Monday, February 05, 2007

I savor glimmers of transcendence


By Ruskin Bond

http://www.csmonitor.com/2002/1205/p18s03-hfes.html

December 05, 2002

"If there be a heaven on earth, it is this, it is this, it is this!"

The words are inscribed over the entrance to the Hall of Special Audience, in the royal gardens of the Red Fort of Delhi, built by the Emperor Shah Jehan in the 17th century. It is a beautiful pavilion, the walls inlaid with jade and other semiprecious stones; and from the latticed windows one sees the waters of the river Jumna winding placidly across the plain.

In Shah Jehan's time, the river ran much closer to the fort, and I like to think that the emperor, when he found time, strolled along the ramparts of his palace while it was being built. And one evening, as the emperor gazed at the river, something happened to make him feel at peace with the world. He was so moved by the moment that he decided to build his private pavilion on that spot, inscribing on it those imperishable lines.

Such moments come to most of us - moments when we feel deeply moved or inspired, and when time seems to stand still so that we may savor and preserve in our minds a glimpse of eternity. They come but rarely, these glimmers - raindrops on a sunflower, or the fragrance of the first summer rain on parched earth, the song of the whistling thrush emerging like a sweet secret from a dark forest. Or the joy after hearing a child's laughter: moments when heaven is here, compensating for the irritations and petty disasters humans create around themselves. When all the wars are done, a butterfly will still be beautiful.

When I was only 17, I wanted desperately to be a writer. My early efforts did not meet with much success. No one encouraged me or raised my flagging spirits. At the time I was living with relatives in Jersey, one of the Channel Islands off England, and earning £3 a week as a clerk in a grocery store. Late one evening, when I was feeling particularly discouraged, I went for a walk along the seacoast. The tide was in, the sea was rough; and the wind, which was almost a gale, came pouring out of the darkness like a mad genie just released from his bottle. Great waves crashed against the sea wall, and the wind whipped the salt spray across my face. I felt like a small bird caught in a tempest.

And then something touched me, something from the elements took hold of my heart, and the depression left me. I felt as free and powerful as the wind - quite capable of building my own fort, my own private pavilion of words. And I spoke to the genie in the swirling darkness and called out: "Yes, I will be a writer, and no one's going to stop me!"

Well, more than 40 years later, the writing is still happening, though at times it's still a struggle. But whenever I feel like giving up, I try to recapture that moment when earth and sea and sky were one; and then the writing begins again.

Time, place, and emotion must coalesce, hence the rarity of such occasions. Delight cannot be planned for - it makes no appointments! Almost always, it's the unexpected that brings us joy. It may only be a shaft of sunlight, slanting through the pillars of a banyan tree; or dewdrops caught in a spider's web; or the sudden chatter of a mountain stream as you round the bend of a hill. Or an emperor's first glimpse of a winding river and the world beyond.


_Assigned task:_
Only lines containing "notifications" are wanted from the data below. Copy those lines.

··· Material for the task

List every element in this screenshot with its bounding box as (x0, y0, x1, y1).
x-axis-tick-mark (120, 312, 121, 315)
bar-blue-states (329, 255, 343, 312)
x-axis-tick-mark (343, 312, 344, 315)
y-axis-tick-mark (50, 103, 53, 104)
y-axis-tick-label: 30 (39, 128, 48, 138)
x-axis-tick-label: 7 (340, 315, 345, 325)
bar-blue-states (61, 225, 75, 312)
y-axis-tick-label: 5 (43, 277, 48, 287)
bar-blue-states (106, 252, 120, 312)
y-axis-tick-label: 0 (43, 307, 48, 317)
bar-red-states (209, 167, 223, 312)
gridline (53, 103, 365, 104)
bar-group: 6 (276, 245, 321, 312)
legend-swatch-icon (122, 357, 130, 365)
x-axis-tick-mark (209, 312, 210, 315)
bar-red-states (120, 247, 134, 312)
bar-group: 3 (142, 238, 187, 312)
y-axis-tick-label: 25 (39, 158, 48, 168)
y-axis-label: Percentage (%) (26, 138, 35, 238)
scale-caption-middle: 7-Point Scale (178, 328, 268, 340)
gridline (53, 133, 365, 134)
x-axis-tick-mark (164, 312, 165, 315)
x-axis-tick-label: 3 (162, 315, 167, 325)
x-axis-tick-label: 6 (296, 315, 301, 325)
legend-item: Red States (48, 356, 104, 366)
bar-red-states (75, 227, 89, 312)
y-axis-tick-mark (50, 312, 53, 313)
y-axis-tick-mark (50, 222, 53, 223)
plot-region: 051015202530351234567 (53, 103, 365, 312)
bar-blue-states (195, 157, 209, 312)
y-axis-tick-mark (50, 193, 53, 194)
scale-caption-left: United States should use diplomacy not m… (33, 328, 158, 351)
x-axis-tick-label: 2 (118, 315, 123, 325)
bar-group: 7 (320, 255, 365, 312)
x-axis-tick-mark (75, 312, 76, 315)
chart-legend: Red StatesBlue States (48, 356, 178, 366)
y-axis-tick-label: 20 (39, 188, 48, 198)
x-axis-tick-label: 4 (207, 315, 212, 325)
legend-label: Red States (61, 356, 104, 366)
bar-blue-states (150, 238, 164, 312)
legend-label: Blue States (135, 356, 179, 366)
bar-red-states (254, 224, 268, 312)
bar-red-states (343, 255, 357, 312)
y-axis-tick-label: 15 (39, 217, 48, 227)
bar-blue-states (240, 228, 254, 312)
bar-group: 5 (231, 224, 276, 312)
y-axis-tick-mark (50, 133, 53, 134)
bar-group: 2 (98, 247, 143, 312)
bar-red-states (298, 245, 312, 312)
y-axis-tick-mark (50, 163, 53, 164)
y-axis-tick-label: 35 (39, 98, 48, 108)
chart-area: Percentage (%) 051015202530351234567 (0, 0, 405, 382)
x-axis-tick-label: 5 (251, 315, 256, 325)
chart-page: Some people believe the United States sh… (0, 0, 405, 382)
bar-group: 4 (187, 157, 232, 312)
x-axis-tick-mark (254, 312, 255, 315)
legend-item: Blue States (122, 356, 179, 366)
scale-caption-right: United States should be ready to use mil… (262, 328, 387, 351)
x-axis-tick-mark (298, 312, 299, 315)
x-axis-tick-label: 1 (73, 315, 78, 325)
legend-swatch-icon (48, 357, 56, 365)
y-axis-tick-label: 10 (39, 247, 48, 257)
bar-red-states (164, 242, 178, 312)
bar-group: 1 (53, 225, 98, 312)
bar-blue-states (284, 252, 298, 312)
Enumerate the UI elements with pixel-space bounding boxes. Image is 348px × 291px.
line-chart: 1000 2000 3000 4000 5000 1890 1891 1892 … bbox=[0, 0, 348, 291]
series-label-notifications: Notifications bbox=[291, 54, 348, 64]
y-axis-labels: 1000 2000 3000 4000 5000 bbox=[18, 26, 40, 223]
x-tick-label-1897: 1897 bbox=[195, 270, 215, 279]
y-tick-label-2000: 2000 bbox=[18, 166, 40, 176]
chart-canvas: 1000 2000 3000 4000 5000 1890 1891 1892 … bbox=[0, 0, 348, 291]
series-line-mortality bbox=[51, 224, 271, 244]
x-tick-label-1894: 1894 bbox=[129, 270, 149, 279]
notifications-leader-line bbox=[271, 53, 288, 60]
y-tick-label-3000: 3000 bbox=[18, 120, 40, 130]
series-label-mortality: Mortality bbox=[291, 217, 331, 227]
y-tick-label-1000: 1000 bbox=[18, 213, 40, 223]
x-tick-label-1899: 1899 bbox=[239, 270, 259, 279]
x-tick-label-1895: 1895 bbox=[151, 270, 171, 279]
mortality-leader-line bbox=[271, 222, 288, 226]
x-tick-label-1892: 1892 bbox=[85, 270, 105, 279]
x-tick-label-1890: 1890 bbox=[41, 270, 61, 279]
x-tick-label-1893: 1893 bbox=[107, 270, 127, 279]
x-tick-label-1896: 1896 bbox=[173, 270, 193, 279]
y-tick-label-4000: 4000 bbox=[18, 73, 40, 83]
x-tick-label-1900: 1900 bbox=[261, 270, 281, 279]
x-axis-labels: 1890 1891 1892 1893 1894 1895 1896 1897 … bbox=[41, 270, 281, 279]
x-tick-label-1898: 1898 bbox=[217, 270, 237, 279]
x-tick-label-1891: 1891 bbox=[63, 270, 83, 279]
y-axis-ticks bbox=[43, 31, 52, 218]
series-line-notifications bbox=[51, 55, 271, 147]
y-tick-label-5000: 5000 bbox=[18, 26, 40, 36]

······

_Output of the exercise:_
series-label-notifications: Notifications bbox=[291, 54, 348, 64]
notifications-leader-line bbox=[271, 53, 288, 60]
series-line-notifications bbox=[51, 55, 271, 147]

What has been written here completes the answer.